It has become a sport among white middle-class men with a penchant for technology to bemoan the failures and inconsistencies of contemporary artificial intelligence solutions (AI). For example, Walt Mossberg recently wrote a much-noted piece at The Verge called “Why Does Siri Seem so Dumb?”
On some level, Mossberg's critique makes perfect sense - it's an honest rant about Siri’s many quirks and problems. For example, Siri is widely believed to be inferior to Amazon’s Alexa because Alexa’s direction microphones (via the Echo Dot, for instance) make her a much more empathetic listener.
But when we read these and other recent discussions of AI more critically, we can’t help but notice a problematic pattern. Mossberg uses a neutral "it" to refer to Siri but still likens his ideal AI to an ideal traditionalist femininity - infallible care, empathy, obedience, and nurture. In this framing, ideal AI seems imagined as some sort of tech bimbo. There is very little surprise then that the absence of these traits warrants an aggressive male intervention. As David Pierce recently wrote in WIRED: "Hey Siri, It's Time to Put Up or Shut Up."
Why do we model AI after our own worst tendencies as human beings? Perhaps it's not AI’s stupidity that's the problem but our own. The definitions of intelligence we adopt, and the biases we necessarily hold, live on in our AI solutions and are then fed back to us as consumers. This generates paradoxes, which have been pretty well studied by consumer researchers such as David Mick and Susan Fournier. Far less attention, however, has been devoted to how these paradoxes are rooted in and also reinforce systemic economic, social, and gender biases.

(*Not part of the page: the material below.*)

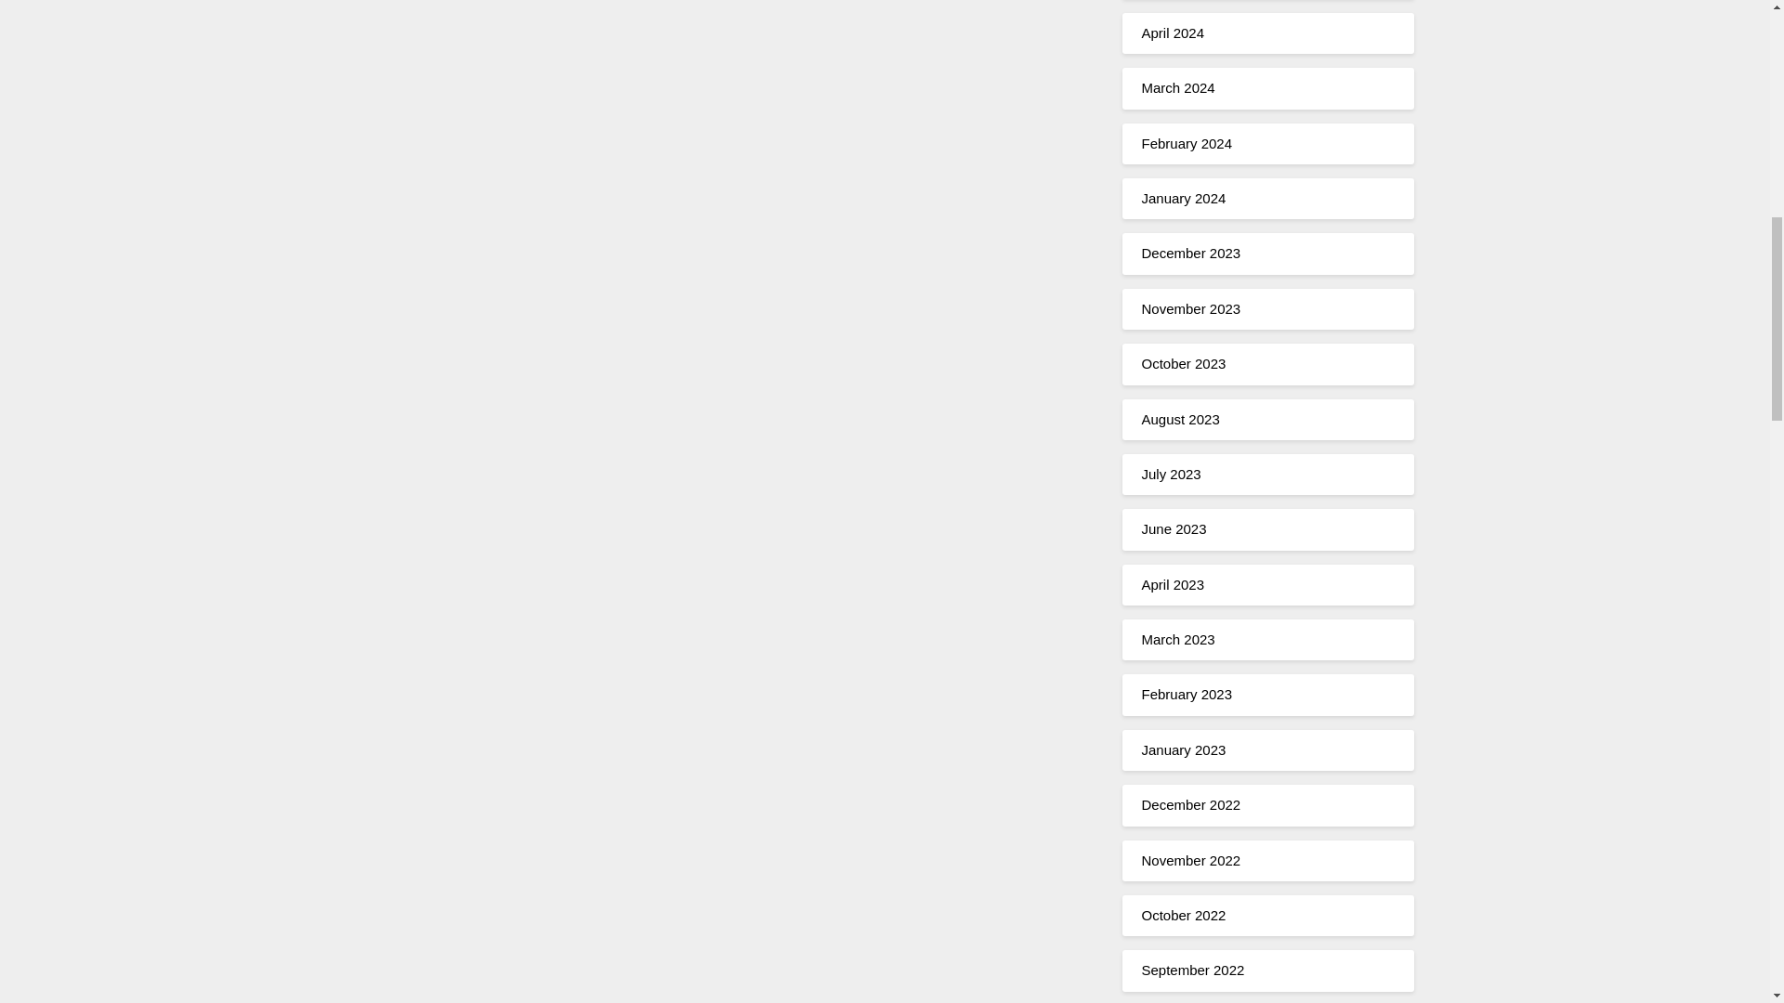 The width and height of the screenshot is (1784, 1003). Describe the element at coordinates (1172, 585) in the screenshot. I see `April 2023` at that location.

To explore this further during the holidays, a time of critical reflection and change in the family, we popped an unusual question to both Siri and Alexa: Are you a feminist? Siri apparently holds no views. It simply said: "I'm sorry. I'm afraid I can't answer that." Yet, Alexa had a more interesting comment to make.
Kudos to Alexa's programmers for allowing it to make a political statement that not only serves but also disrupts and challenges some contemporary actors and institutions.
Powerful AI isn’t just about light switches, cooking timers, and Spotify playlists. As it enters more and more domains of our lives, perhaps we’d also love to have virtual companions with interesting views on questions of gender and race, a sense of humor, an ethic, the ability to reason critically, and a self-understanding that can challenge our own.
In the new year, we will start another series of Big Design Lab roundtables, this time focused on "Designing AI Experiences for Growth." One question we will discuss with member CEOs, CMOs, and other AI focused experience designers is what we could gain from adopting a more sociological definition of artificial intelligence, one that actively works with a number of political dimensions and biases as well.
Why does this matter? For one, the AI revolution won’t be worth this label unless it reaches beyond confirming male fantasies of domination and control. And whereas for Mossberg only a fully reliable and unlimited (read: feminized) AI is the “effective weapon” in the coming AI wars, competitively speaking, the best weapon in the AI battle may be a sociological design imagination that can reveal the inherent biases of such a narrow-minded worldview.